Aware of two very quiet and very attentive reporters, Matt said, “Fill me in later.”
Doc nodded. “We better get him inside.”
The rain began to patter down as a couple of men lifted Arlen’s body onto a stretcher and carried him across the grass to the waiting ambulance. The morning smelled of rain and asphalt and pipe tobacco.
A couple of yards away the other reporters had moved from grumbling to outright sedition.
“Okay, thanks for your help.” Matt nodded dismissal to Nathan Doyle and Tara.
“You’re not making a statement?” Doyle asked.
“Lieutenant Spain never allows himself to be rushed,” Tara informed him, and Matt shook his head a little at her.
His eyes met Doyle’s again, and a smile tugged at Doyle’s mouth.
“Welcome to the neighborhood, Mr. Doyle,” Matt said.
“Thanks.” Despite the smile, there was a shadowy look to Doyle’s eyes, the kind of fatigue that didn’t have anything to do with lack of sleep or months in a hospital. There was no question which beat Doyle would have preferred to be covering.
“Come on,” Tara said, and she linked her arm in Doyle’s. “The royal audience is at an end.”
Sardonically, Matt watched her shepherd Doyle, the two of them hoofing straight for the main gate, skirting their clustered colleagues who threw friendly and not-so-friendly jeers and insults after them. Lights flashing, the coroner’s ambulance rumbled past them, splashing through the pools of muddy water as it turned the opposite way, heading for the rear entrance of the park.
“That Doyle’s an interesting fella,” Jonesy remarked.
Matt said nothing, turning back to face the silvery-black pool.

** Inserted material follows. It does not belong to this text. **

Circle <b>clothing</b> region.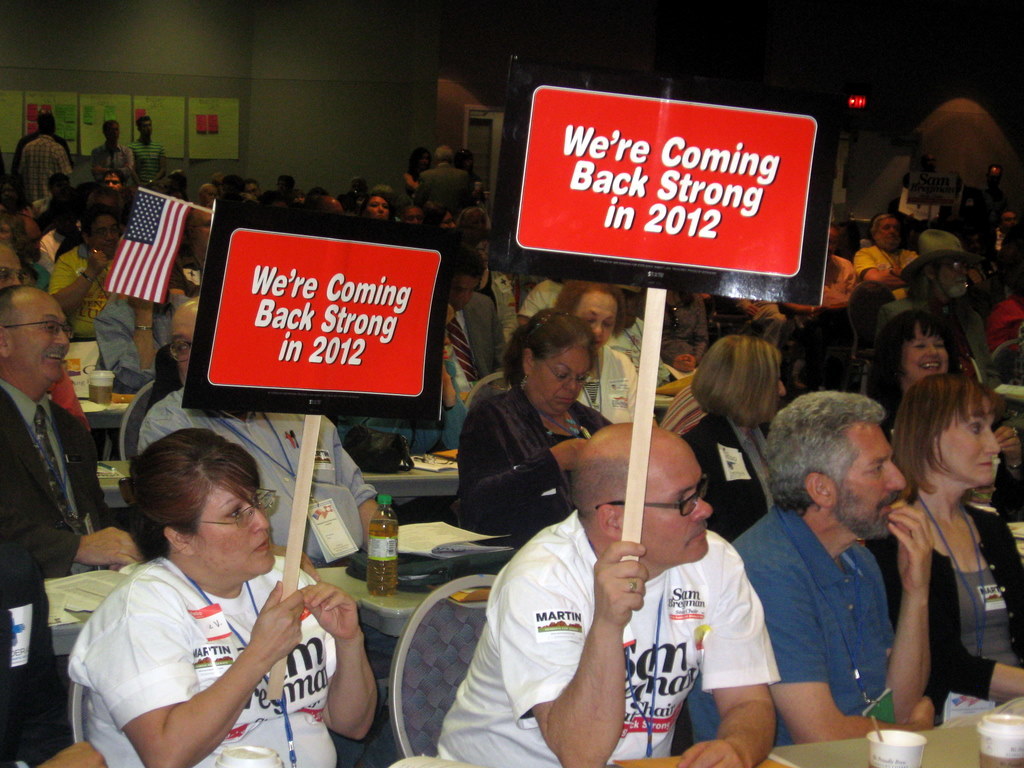
Region: locate(61, 524, 318, 748).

For a moment he and Jonesy stood there. Matt was thinking about the unpleasant task before him: informing Benedict Arlen that his youngest child was dead. Kind of ironic when everyone knew Arlen had paid a small fortune to keep the kid out of the draft. And now he was dead. Murdered. He might have had a better chance dodging bullets overseas.
As he watched, a giant bubble of methane gas formed on the watery surface of the pit, expanded and dissipated
in a silent gooey pop.
“Disrespectful, tossing the Arlen kid in that muck,” Jonesy said reflectively.

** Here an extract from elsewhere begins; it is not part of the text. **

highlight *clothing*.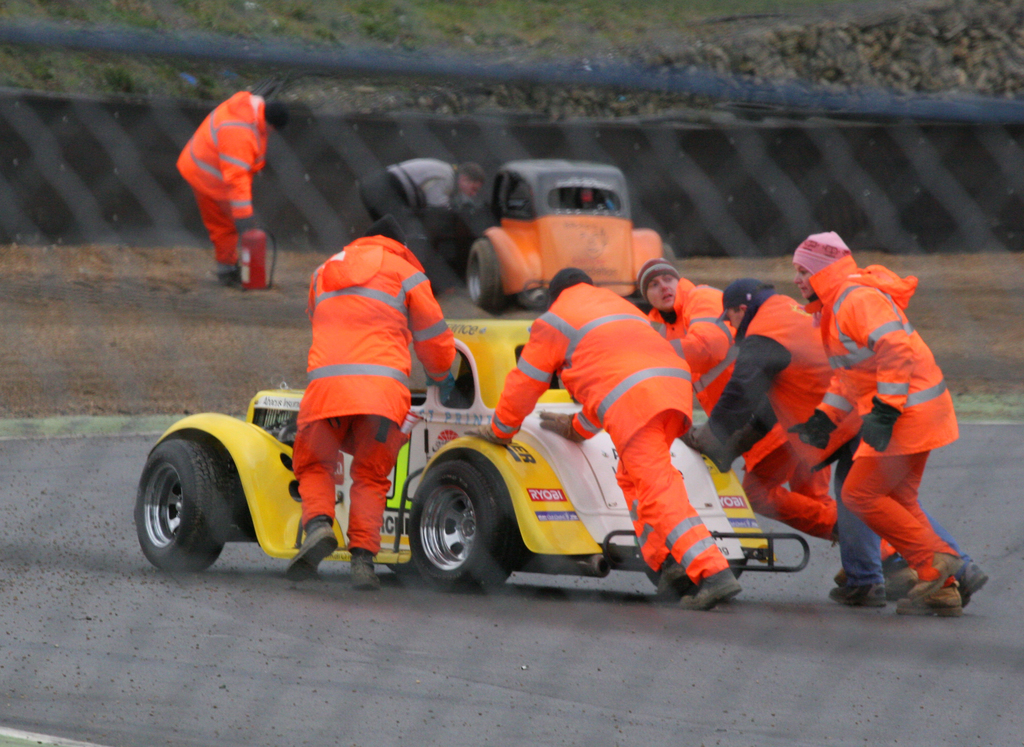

“Homicide’s disrespectful,” Matt replied.
Benedict Arlen lived in a white stucco Spanish colonial revival-style mansion in Mandeville Canyon. The house was surrounded by twenty acres of palm trees and hedges and flowering Mediterranean plants. Two bison, clearly pets, ambled contently past the large tiled fountains.
A butler who must have been dragged out of retirement—or possibly eternity—when the regular guy enlisted met them at the carved wooden doors and did his unsteady best to run interference.
Matt left Jonesy to deal with the majordomo, and he proceeded along the tiled hallway lined with paintings of the Old West by Charlie Russell, until he came to a room and heard voices behind a half-open door.
“You’re wrong, Nathan,” a man was saying in a querulous voice. “I tell you, Philip is perfectly all right.”
Matt couldn’t hear the answer, just the quiet murmur of words, but he had the disquieted feeling he knew that voice. He pushed open the door on to a room with a Gothic ceiling and leaded windows with iron grilles. There were vibrant Indian rugs on the floor and lots of heavy, dark Spanish furniture. Oil paintings by Frederic Remington decorated the white walls, and bronze sculptures of bronco busters and buffalo hunters topped the tables.
Benedict Arlen sat on a long velvet-covered sofa next to a giant fireplace in natural stone. A captain-of-industry portrait of him hung over the fireplace—he didn’t do it justice. He was a frail-looking man in a plum-colored smoking jacket. He had a beaky nose and thin white hair.